Joseph Finelli

When young, Joseph Finelli had comparatively little formal schooling. In his na-tive Italy, he went through the early grades, then, after his family moved to New York City, he continued only through the first year of high school.

In high school “I had been told that I had talent,” he now recalls, from his current  vantage point of age 85. Nonetheless, like so many others then,  he had to drop out to support his family. A few years later he left work and joined the army for a four-and-a-half year stint in World War II.

After returning home, he began his first career, that of butcher. He worked at var-ious meat-cutting shops in the Bronx, learning the trade and becoming expert at it. The work was not without stress, however; he had his first heart attack in the late 1950s.

Eventually he left the butcher’s trade and, in his second career, ran a home-cleaning service in Manhattan for ten years. But he yearned for something more creative.

Finally, he wife said to him one day, “Now, it’s time to go back to study.” So, at age 58 he enrolled in the National Academy of Design and, he says, “The rest is history.”

That is where he learned to become a sculptor. This is the goal he set for himself, a purpose that fit nicely with his philosophy of life. He was conscious of himself as an immigrant and his aim, as he puts it, was “to excel in everything.” In becoming an artist, he wanted to give something back to the society that had received him and given him op-portunity.

“My life completely changed,” he told me, in a recent telephone interview. After completing his training, he began work and sculpted many works that he sold to churches, cemeteries, and other agencies. He enjoyed his work and felt at last creative in carving  the pietas and other art that emerged from his studio. And he soon made enough money in his new role to support his wife and himself.

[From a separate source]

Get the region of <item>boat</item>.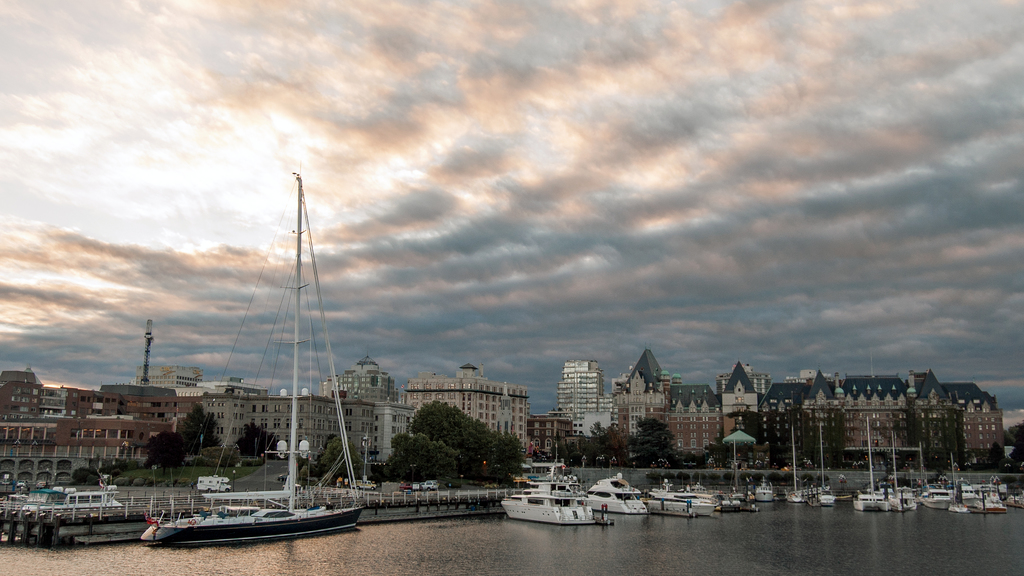
x1=499, y1=482, x2=612, y2=528.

When I spoke with him, Joseph Finelli was feeling in high spirits and not without reason. He had just returned, with his son Anton and several other members of his ex-tended family, from Benevento, the provincial capital of Campania, near where he was born. The Museo del Sannio had bestowed on him the high honor of installing in its halls seventeen of his sculptures. Some were busts; most of them were full-life figures and nudes, he told me.

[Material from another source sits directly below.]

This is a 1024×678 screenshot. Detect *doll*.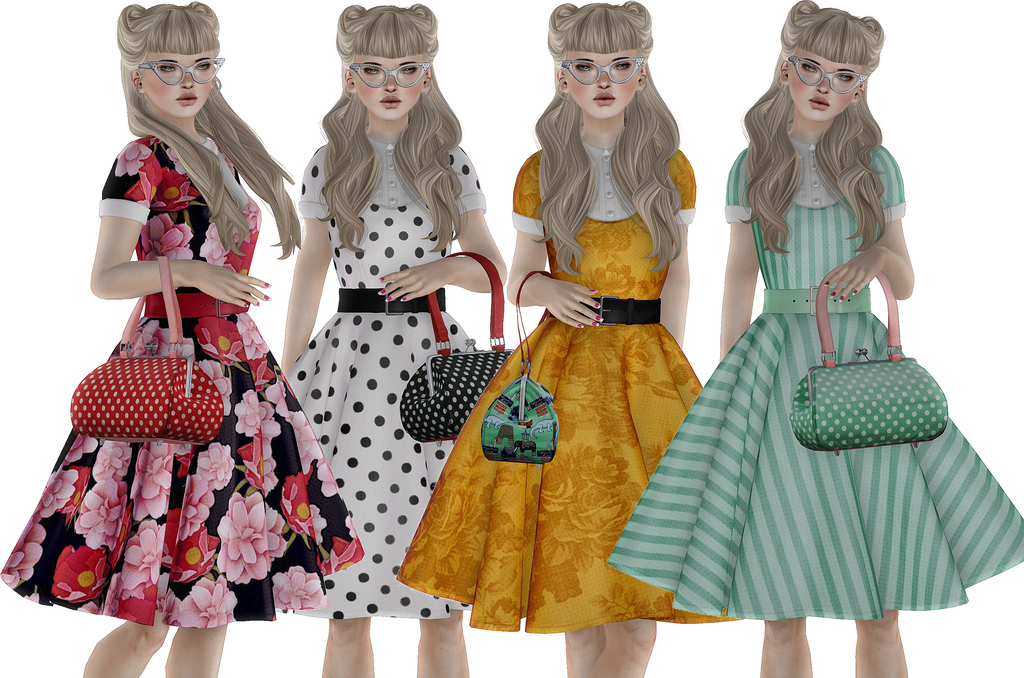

Asked how he felt about it, this late-blooming artist found it hard to express his pride and sense of fulfillment. That the place where he was born and raised recognized him in this way defied easy words. But clearly his was a “Nunc dimittis” experience, one that recalled Simeon, the eighty-year-old man in St. Luke’s Gospel who, at the moment of his fulfillment, exulted “Now, O Lord, you dismiss your servant in peace.”

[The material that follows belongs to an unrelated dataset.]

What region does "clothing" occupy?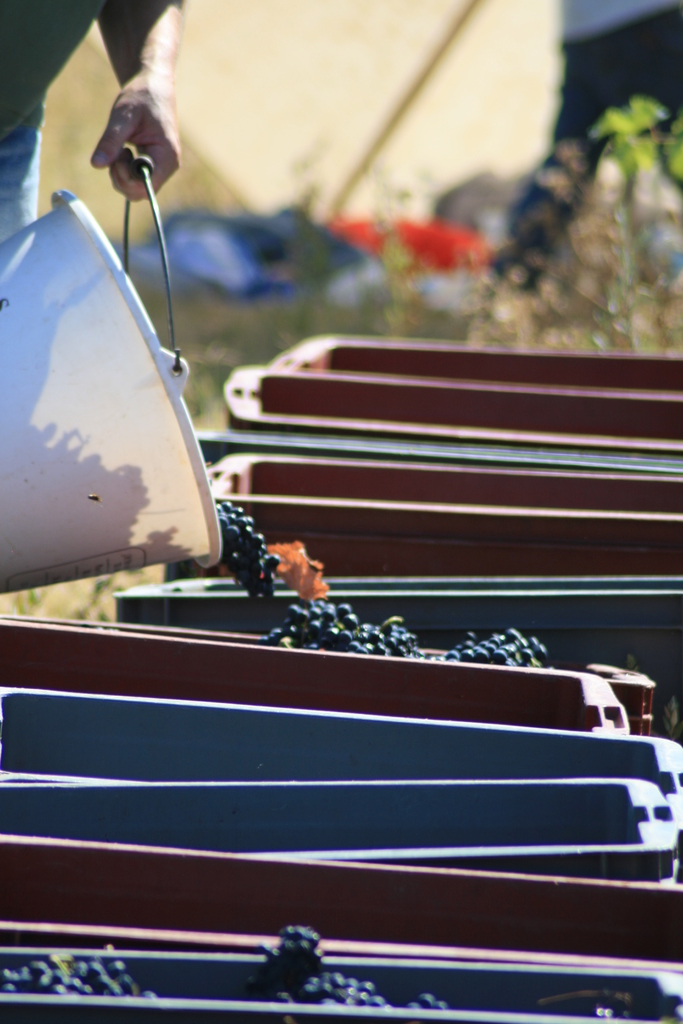
box(0, 0, 106, 141).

The ties with his native land reached back more deeply than one might have thought. His son, Anton, recalls being told that his father, as a young boy, did some work with his uncles in the stone cutting business. How fortuitous that this childhood activity should blossom so many decades later!

I like to connect Joseph Finelli’s life story to the currently fashionable idea of “re-inventing oneself.” As more and more of us Americans retire early with the prospect of decades more of life still before us, we often feel the need and the desire to explore fur-ther our creative potential.

There will be much more time for this kind of experimentation than we ever thought possible. People in the huge baby boom generation, looking toward at least some increases in longevity, will have ample opportunity for further education and for trying new models of life style and professional activity. Some, of course, will need to work for financial as well as psychological reasons.

Joseph Finelli and other members of the older generation who have succeeded in changing course in middle or later life, are clear models of personal re-invention. They have listened to their inner voices spurring them on to excel in fields different from the ones in which they began adult life.

Looking toward the unfolding of this new century, the business/gerontology guru, Ken Dychtwald, writes in his new book Age Power: “In contrast to the 20th century, when most of the interesting innovations in human lifestages occurred with the youthful periods, the expanded middlescent life stage and the new years of vital maturity will pro-vide new opportunities for comebacks, late blooming, and second chances. In the 21st century, adulthood will explode with lifestyle experimentation and personal transformation.”

Allowing for the somewhat inflated language of an age booster, people now mid-dle-aged can perhaps find some inspiration in this vision of the future. I suspect, however, there is greater inspiration in the life of Joseph Finelli and others in the older generation like him who have already led the way.